Not for sharing, this file is my personal anti-depressant. It’s my bad day ambulance. My fire truck when my world is going down in flames. My “always available” hug when real hugs are few and far between.
Everything goes in there. From the email saying “You are amazing by the way,” To the parent who said “I just had to come and meet the person who inspires my daughter so much.” From the buoyant comments about my subject at the end of the year, to the heartfelt statement,”Your subject was the best thing I ever did,” years later during a Facebook chat.
There’s something incredibly powerful about being able to re-read this stuff on the really tough days. I can’t rely on receiving feedback like that right when I need it, so keeping a record of it for my own private pick-me-up makes a lot of sense. Yet recently I was chatting with a psychologist friend, and he was surprised to hear about my feedback file. “You’re the only other person I’ve ever heard of who does that!” he exclaimed. It turns out he has a feedback file too. Being a counsellor, his tough days can be extraordinarily tough. We all have moments when we doubt ourselves, or wonder if we’re really making a difference.

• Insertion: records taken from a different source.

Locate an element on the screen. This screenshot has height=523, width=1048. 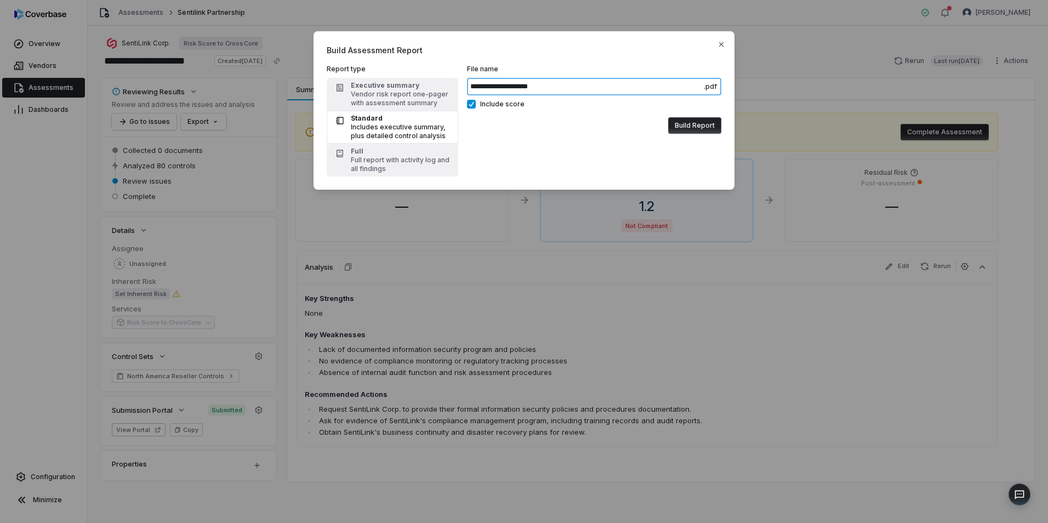
span: .pdf is located at coordinates (711, 87).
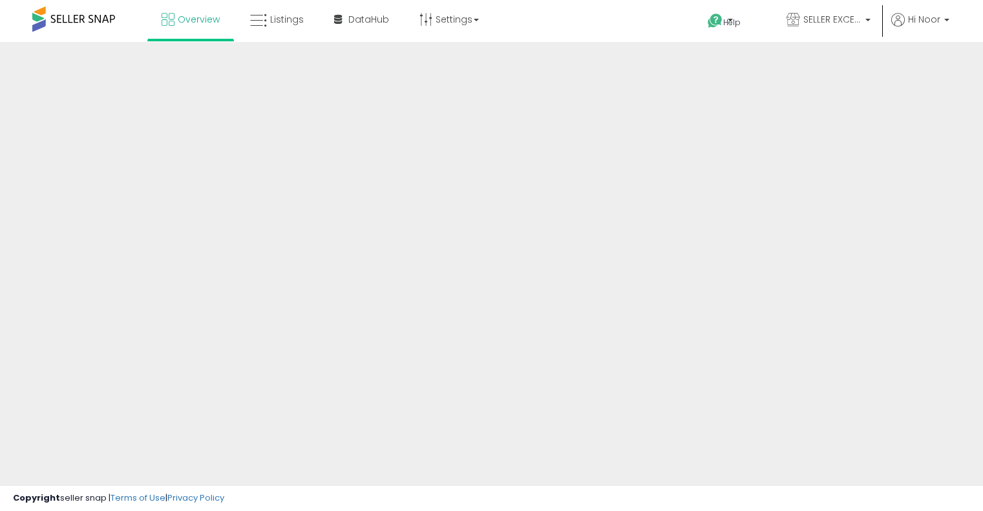 Image resolution: width=983 pixels, height=511 pixels. I want to click on strong: Copyright, so click(36, 497).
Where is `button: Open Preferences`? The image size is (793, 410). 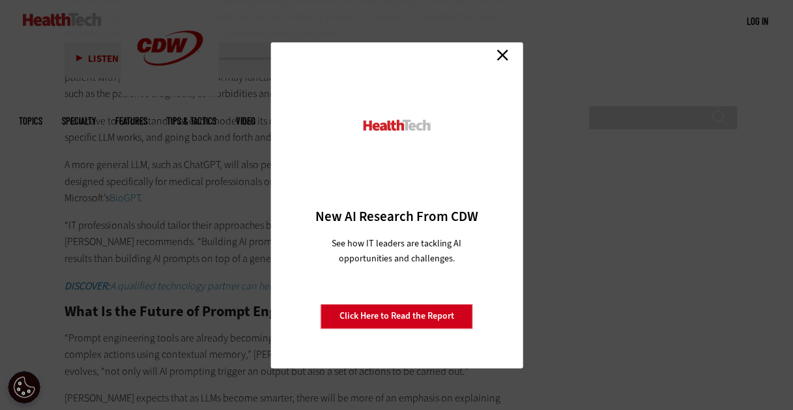 button: Open Preferences is located at coordinates (24, 387).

Or when organisational politics becomes overwhelming, and we can’t help but ask whether it’s really worth it. Lifting ourselves out of these slumps can be a real challenge.
My feedback file is like a photo album of my best efforts. An abiding memory bank full of the moments when I knew it was all worthwhile. A reminder that, whatever today looks like, tomorrow has real potential, and yesterday really rocked. Even if you can only paraphrase the comment or roughly describe the moment, storing it away can make it a powerfully life-affirming treasure, instead of a transient source of warmth. I can’t help thinking it should be the number 1 tip in any teaching degree, and perhaps for life in general. Save those moments. They will save you.